Joe Levi:
a cross-discipline, multi-dimensional problem solver who thinks outside the box – but within reality™

Faster Page Loads With Image Concatenation ("CSS Sprites")

When designing web solutions (sites or applications), icons and small images can be used to enhance the user experience (UX) by providing visual cues. The downside of the implementation of these images are (1) added bits to download and (2) an increase in server hits to pull the extra images — and the resulting latency due to downloading each item separately.

This article illustrates an idea wherein you combine your icons into a single file and use CSS to show only the area containing the image that you want. This method has been used for some time now with CSS image-rollovers (again, reducing the total server-hits), but now has another use. Wahoo!

This accomplishes two things:
(1) it reduces overall server-hits, which sounds like a selfish reason, but it’s not entirely so. The less objects your server has to serve, the faster it is. But more importantly, the fewer objects your page requests (.html, .aspx, .png, .css, .js, etc.) the faster it will load.
(2) By combining images with similar color pallets into one image, you only need load the pallet information once (rather than once for each image). Take a look at the math and I think you’ll see why this also reduces the load time.

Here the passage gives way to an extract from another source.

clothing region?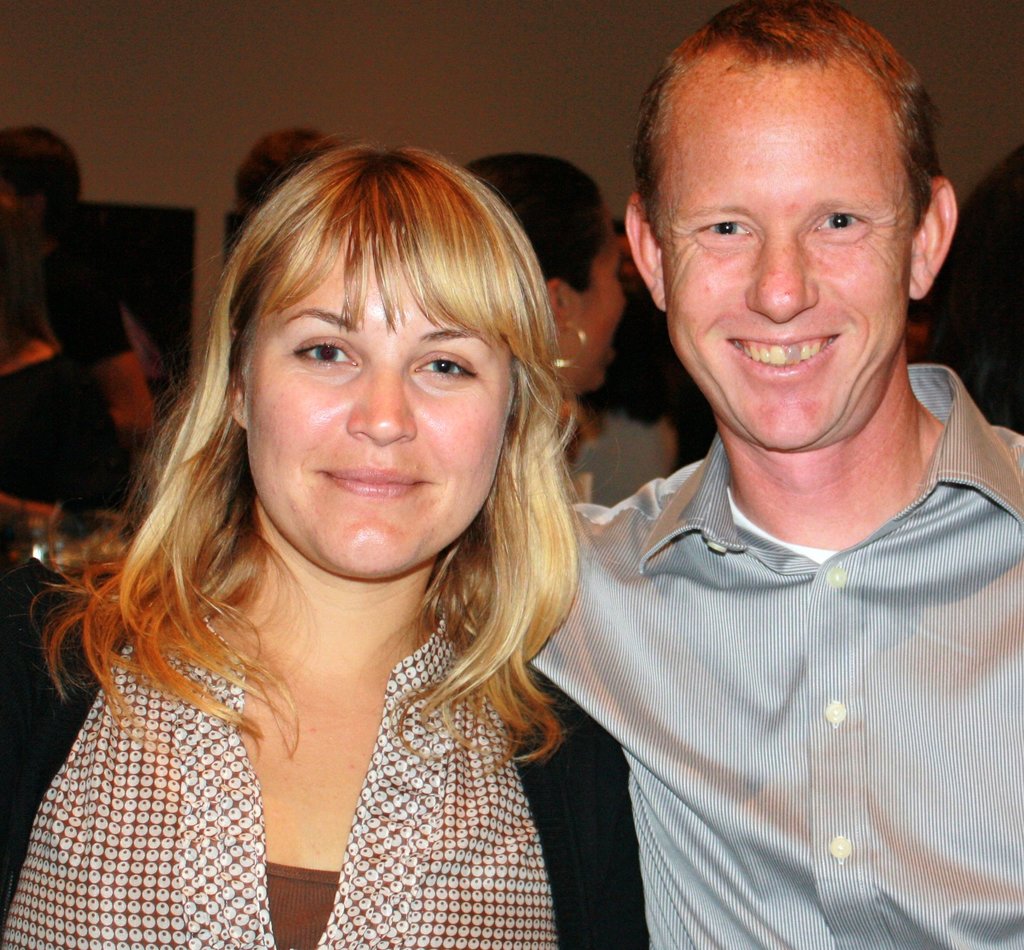
left=924, top=141, right=1023, bottom=433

In the article the author uses 6 icons which are 574 bytes, 571 bytes, 583 bytes, 569 bytes, 572 bytes, and 574 bytes (totaling 3,443 bytes). When combined into one file the number of server-hits is reduced from 6 to 1 and the file size is reduced from 3,443 bytes to 1,802 bytes. (Of course, you should also consider the overhead that the additional CSS rules make, but this is relatively marginal.)

Ironically, this is strangely similar to how icons are used in desktop icon libraries (.ico and .dll files).